When she turned around from the counter she was already eating something—a single nonpareil.

“You live here,” she said, part statement, part question, looking past him and out the window. She uncurled her fist, revealing two more nonpareils.

Yasha turned to the window, to see what she was watching. It wasn’t pretty. Old men and women were buying tomatoes, and it was raining hard now, and the raised subway platform seemed to be dripping grit onto the street. Cars honked. Everything had gone gray with the clouds except two neon signs, one pink, one orange. They looked sickly and overcharged.
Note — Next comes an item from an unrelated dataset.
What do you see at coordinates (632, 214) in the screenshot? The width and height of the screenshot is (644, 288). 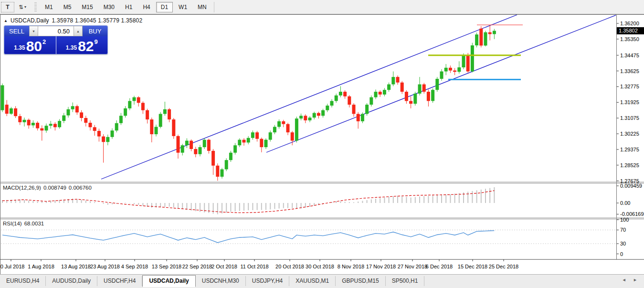 I see `svg-text: -0.006169` at bounding box center [632, 214].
His mother looked satisfied, and ran her now empty hand through her hair.

“You sent us here,” Yasha said, and for a first thing to say, he thought that wasn’t bad.

His mother’s face lit up, as if it were exactly what she had wanted to hear. “Yes!” she said, and clasped her hands, “and look!” She looked at him from his toes to his hair. Yasha wished that he had showered. His hair was stuck to his head with sweat and rain, and he was still wearing, to his horror, an apron. “You look marvelous,” she said, still not touching him. Perhaps, Yasha thought with some pleasure, she did not feel that she had permission to touch him, having so long ago given him up. Perhaps he wasn’t really hers anymore. Perhaps that was fine. Perhaps it would be better, after all, to shake her hand, get a good look at her, and leave.
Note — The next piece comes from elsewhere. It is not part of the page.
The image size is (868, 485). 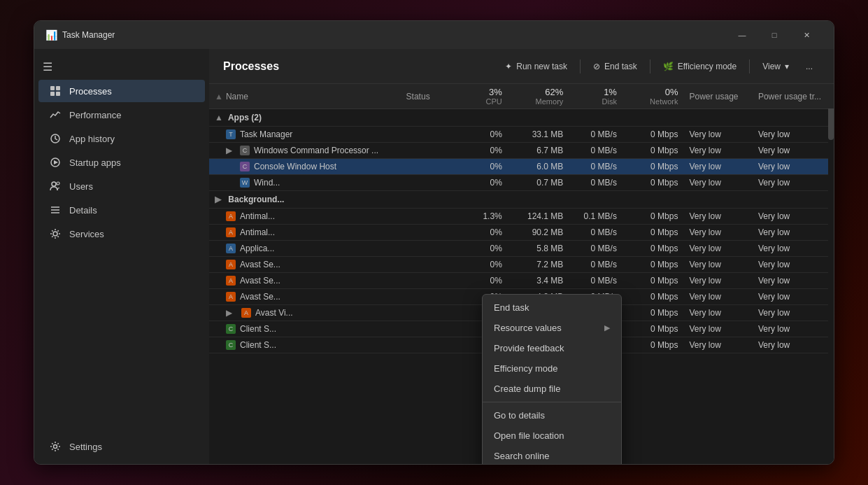 What do you see at coordinates (55, 139) in the screenshot?
I see `app-history-icon` at bounding box center [55, 139].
He glanced at the doorknob.

“Your father—” She caught herself and shook her head fondly. “How is he? And the bakery? Selling millions and millions?”

“It’s our tenth anniversary.” It wasn’t really the right thing to say. He pictured the cruller twist and the everything bagel, hanging week after week in the window, barely recognizable as a “10.” It hadn’t, now that he thought of it, done much to increase their business.
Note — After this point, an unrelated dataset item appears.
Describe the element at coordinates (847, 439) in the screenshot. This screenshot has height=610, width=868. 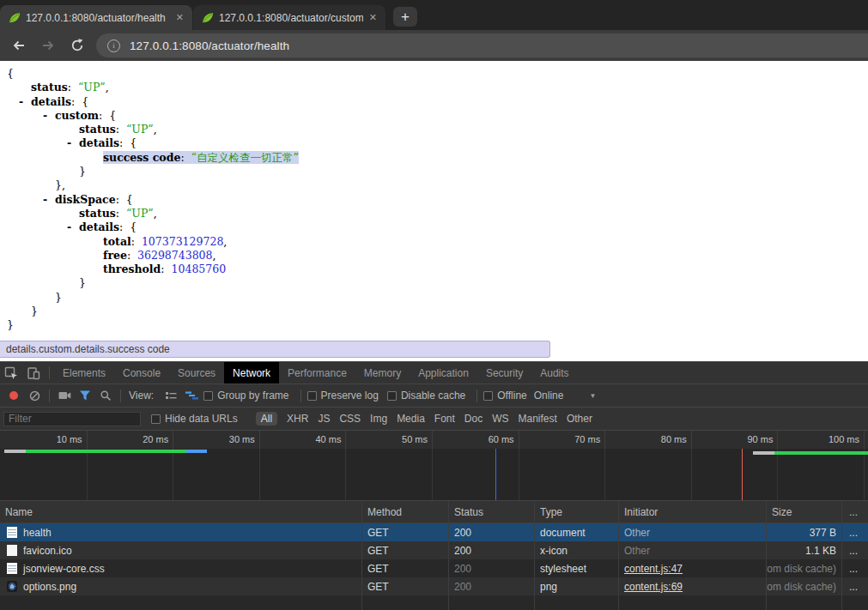
I see `ruler-tick-label: 100 ms` at that location.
“Yes, well, that is why I wanted to talk to you, absolutely now,” his mother said. “I’ve been saying,
ten years
, good lord.”

I’ve been saying, Yasha thought. Who had she been saying this to?

“Only let’s take our time,” she said, “yes,” and turned completely around, flipping the bottom of her dress up into a high, floating ring. She tore a plastic bag from the dispenser and opened the bucket of gummy bears. She plunged the scoop as deep as it would go and came up with a heap of bears. After the gummy bears came the gummy worms, the sour cola bottles, the gummy raspberries and blackberries, the peanut toffees, the caramels, the Nerds, the Dots, and then one entire twelve-ounce brick of chocolate.

“It’s Friday,” his mother explained, in Russian, to the shopkeeper.

Their total was $35.50 and she paid with a fifty-dollar bill. She pulled it out of an orange leather wallet that was full of fifty-dollar bills. She carried no credit cards or identification. She put fifty cents in the tip jar.

Yasha’s mother held the door open and motioned for Yasha to exit. He couldn’t move. He was yearning himself desperately toward her and away from her simultaneously, making his stomach turn, and she was holding the door, and was he supposed to be holding the door?

Outside, the rain picked up right where it had left off, flattening his hair to his head. His mother didn’t seem bothered by the weather in the least. She led him briskly down Brighton Beach Avenue, as if she had lived there all her life. As if she had lived there, with them, for ten years, at the Gregoriov Bakery, as she had once said that she would.